| September 18, 2008 | ||
| 7:30 pm | to | 9:30 pm |
How to fix society? Simple, get people to change their dysfunctional attitudes and behaviors. The world’s foremost social psychologist explains why this is more complicated than it sounds.
When: Thursday September 18, 7:30-9:30 PM
Where: Atherton Union Reilly Room, Butler University 4600 SUNSET AVE., INDIANAPOLIS, IN 46208
Part of Butler’s J. James Woods Lecture Series in the Sciences and Mathematics
From Elliot Aronson’s bio:
Elliot Aronson’s primary research interests are in the general area of social influence. His experiments have been aimed both at testing theory and at improving the human condition by influencing people to change their dysfunctional attitudes and behavior (e.g., prejudice, bullying, wasting of water, energy and other environmental resources).
Professor Aronson is the only psychologist ever to have won APA’s highest awards in all three major academic categories: For distinguished writing (1973), for distinguished teaching (1980), and for distinguished research (1999). In 2002, he was listed among the 100 most eminent psychologists of the 20th Century (APA Monitor, July/August, 2002). In 2007 he received the William James Award for Distinguished Research from APS.
Why does Provocate think you should attend this event?
More than his dozens of textbooks and seminal works in serious, academic social science, Provocate is drawn to the most recent book Prof. Aron co-wrote, Mistakes Were Made (But Not by Me): Why We Justify Foolish Beliefs, Bad Decisions, and Hurtful Acts.

Aronson (and his co-author Carol Tavris) focus on self-justification rather than explicit and conscious lying. Their poster boy is President Bush, for his “tenacious clinging to a discredited belief” about his Iraq policy. But the phrase “mistakes were made” has been used by many presidents, including Nixon, Reagan, and Clinton. Alberto Gonzales’s grudging admission, “I acknowledge that mistakes were made here,” came too late to fit in the book. Even thinking of these five political figures suggests different positions along the scale of willful deceit and active self-delusion in order to relieve the strains of cognitive dissonance. Overt self-aware Nixonian lying maybe doesn’t look so bad when it’s contrasted to today’s self-deception.
If you think this sounds interesting, be sure to check out …
Another Great Figure of social science comes to town taking about war and peace … Johann Galtung on October 7.
Know before you go:
For an application of Aronson’s ideas, read Michael Shermer’s “Bush’s Mistake & Kennedy’s Error.”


*Task item*: Output exactly the lines from the line with "Survey the screen for <b>plant</b>." through the end of the records below. Include nothing else.

*Exercise material*:
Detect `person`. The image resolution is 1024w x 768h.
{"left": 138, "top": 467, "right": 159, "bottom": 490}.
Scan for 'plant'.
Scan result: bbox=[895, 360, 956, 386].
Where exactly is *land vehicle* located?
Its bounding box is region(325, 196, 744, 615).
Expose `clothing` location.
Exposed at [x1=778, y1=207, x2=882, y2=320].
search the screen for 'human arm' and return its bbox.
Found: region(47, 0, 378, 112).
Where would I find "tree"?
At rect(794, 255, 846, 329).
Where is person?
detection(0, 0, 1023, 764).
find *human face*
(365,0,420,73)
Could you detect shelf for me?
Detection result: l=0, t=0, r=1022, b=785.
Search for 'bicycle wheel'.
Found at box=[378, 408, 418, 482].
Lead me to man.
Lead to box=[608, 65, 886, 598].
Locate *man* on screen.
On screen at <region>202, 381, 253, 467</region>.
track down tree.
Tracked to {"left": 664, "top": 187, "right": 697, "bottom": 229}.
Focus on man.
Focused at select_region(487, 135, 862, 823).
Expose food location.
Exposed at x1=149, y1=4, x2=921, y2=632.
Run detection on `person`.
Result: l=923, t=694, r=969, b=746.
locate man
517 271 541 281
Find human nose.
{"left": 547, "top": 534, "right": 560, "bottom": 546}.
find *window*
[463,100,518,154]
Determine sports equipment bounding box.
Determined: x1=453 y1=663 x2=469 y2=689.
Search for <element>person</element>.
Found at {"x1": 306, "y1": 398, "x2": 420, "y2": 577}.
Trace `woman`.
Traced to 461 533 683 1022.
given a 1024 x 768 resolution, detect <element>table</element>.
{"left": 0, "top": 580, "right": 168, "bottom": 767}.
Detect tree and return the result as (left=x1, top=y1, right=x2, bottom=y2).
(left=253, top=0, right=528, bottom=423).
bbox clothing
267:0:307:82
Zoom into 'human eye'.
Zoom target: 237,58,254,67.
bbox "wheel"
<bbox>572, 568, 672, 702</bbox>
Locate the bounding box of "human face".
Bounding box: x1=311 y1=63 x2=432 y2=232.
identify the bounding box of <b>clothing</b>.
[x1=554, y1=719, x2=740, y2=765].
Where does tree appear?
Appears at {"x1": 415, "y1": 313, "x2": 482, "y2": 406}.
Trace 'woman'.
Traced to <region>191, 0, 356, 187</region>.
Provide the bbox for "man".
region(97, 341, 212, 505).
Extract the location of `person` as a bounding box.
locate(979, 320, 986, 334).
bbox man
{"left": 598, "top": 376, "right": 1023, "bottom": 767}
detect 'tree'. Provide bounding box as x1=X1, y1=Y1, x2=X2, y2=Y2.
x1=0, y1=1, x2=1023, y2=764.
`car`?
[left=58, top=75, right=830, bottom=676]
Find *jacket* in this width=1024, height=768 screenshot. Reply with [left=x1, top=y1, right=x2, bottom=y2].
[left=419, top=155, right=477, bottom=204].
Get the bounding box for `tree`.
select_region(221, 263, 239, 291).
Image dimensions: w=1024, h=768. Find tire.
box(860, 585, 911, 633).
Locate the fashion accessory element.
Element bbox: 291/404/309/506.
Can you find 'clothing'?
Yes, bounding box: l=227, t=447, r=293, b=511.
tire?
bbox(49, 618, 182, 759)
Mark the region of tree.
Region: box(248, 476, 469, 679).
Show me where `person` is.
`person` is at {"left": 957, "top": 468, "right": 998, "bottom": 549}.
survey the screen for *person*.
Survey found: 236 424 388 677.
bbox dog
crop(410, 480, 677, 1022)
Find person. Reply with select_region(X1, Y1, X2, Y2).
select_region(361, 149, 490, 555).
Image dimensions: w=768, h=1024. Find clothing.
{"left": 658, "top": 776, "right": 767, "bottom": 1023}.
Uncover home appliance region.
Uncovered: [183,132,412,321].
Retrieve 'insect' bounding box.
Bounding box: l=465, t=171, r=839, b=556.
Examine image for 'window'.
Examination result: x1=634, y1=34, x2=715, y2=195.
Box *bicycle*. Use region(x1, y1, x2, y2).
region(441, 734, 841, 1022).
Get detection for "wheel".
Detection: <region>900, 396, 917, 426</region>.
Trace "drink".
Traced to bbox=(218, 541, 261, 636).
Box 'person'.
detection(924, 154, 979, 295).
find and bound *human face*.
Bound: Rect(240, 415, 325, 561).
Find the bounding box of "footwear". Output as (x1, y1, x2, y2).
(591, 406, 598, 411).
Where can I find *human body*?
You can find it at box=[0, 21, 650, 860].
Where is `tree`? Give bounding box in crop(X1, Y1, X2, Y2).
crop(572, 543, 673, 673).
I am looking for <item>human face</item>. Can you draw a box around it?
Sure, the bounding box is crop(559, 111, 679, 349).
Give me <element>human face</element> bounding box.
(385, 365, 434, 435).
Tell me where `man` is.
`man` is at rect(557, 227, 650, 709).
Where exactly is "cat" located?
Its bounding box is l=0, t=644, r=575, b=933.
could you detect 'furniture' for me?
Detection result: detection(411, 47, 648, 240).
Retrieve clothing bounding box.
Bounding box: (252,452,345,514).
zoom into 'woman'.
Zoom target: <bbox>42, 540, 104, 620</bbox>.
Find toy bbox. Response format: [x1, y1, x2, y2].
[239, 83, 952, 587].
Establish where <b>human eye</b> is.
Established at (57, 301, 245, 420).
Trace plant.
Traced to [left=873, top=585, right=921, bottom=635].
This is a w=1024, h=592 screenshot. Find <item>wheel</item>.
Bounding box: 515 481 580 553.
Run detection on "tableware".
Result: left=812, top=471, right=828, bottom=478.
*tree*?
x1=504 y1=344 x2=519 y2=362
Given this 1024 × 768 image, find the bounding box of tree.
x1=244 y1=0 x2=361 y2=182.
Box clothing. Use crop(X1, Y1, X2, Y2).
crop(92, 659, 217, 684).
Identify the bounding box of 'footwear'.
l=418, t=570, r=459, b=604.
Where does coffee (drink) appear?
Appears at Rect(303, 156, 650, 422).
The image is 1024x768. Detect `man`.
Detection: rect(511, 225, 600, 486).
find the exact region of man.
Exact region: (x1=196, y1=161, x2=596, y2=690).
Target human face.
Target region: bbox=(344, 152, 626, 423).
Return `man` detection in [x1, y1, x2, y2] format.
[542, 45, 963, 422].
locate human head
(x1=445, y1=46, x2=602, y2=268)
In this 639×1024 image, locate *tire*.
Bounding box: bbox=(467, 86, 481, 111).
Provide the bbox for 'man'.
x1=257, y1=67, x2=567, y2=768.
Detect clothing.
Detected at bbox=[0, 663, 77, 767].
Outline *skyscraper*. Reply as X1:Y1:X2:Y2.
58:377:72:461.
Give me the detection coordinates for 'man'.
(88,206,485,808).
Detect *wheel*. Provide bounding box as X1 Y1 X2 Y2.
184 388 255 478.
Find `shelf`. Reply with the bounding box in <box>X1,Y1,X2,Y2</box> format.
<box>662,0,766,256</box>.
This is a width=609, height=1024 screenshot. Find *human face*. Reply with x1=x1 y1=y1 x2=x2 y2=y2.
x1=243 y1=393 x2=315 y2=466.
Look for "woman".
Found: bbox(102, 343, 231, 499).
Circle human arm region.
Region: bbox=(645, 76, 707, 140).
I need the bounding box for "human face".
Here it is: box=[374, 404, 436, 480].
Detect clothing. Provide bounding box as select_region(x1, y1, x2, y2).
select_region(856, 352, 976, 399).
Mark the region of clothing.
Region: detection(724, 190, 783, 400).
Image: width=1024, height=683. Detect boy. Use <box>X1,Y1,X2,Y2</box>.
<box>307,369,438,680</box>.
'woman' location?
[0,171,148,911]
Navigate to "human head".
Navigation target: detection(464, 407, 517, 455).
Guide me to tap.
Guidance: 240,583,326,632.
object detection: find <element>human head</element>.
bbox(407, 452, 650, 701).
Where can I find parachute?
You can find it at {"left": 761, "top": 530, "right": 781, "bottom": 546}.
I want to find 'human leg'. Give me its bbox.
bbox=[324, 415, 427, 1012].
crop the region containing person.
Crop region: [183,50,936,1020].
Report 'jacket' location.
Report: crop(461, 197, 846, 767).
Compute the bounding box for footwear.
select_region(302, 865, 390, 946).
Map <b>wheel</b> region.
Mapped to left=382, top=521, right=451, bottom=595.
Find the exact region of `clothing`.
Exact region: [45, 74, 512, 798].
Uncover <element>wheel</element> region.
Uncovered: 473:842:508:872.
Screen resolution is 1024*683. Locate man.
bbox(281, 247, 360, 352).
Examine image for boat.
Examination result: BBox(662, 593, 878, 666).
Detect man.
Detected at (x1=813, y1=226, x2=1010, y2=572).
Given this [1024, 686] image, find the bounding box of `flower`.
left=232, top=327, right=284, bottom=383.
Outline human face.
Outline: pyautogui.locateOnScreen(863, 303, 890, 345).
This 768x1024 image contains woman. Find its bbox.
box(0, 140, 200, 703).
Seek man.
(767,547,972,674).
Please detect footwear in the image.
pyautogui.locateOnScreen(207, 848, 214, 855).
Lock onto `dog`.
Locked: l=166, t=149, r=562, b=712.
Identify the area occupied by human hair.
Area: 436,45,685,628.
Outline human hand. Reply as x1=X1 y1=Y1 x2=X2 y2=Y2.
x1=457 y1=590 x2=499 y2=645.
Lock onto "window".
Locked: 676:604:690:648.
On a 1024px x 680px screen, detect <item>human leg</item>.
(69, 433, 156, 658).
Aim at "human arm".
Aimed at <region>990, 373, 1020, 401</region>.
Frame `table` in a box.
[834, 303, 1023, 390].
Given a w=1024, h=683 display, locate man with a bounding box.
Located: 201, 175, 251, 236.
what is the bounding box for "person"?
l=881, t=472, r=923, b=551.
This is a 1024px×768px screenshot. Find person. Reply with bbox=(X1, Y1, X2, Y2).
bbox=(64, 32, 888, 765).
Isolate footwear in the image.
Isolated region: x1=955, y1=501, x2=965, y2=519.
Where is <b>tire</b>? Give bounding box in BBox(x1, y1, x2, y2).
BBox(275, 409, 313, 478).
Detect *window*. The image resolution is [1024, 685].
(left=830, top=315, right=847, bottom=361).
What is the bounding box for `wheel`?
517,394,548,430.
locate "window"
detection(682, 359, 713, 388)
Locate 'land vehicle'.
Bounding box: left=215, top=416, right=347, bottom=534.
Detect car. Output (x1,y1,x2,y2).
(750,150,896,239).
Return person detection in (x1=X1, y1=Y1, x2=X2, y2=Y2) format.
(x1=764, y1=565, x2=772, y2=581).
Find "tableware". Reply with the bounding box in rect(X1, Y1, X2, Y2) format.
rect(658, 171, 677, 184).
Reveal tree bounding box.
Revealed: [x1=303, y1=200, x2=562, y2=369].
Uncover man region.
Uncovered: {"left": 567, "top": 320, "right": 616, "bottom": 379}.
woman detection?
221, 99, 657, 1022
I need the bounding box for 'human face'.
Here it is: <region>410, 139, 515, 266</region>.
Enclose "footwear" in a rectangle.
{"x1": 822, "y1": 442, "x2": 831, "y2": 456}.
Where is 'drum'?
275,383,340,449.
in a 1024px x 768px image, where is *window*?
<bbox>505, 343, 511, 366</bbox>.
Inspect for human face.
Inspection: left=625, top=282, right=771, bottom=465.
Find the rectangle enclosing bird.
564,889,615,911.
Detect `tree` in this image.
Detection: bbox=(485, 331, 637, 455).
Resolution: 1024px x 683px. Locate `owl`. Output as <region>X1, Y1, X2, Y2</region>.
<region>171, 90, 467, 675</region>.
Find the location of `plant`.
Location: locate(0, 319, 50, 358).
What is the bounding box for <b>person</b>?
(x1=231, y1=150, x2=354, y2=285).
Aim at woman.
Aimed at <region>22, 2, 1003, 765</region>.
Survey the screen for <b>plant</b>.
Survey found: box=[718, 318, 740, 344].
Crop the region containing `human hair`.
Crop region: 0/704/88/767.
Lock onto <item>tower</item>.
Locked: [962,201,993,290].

*Solved problem*:
Survey the screen for <b>plant</b>.
Survey found: box=[718, 318, 740, 344].
Crop the region containing `human hair`.
Crop region: 0/704/88/767.
Lock onto <item>tower</item>.
Locked: [962,201,993,290].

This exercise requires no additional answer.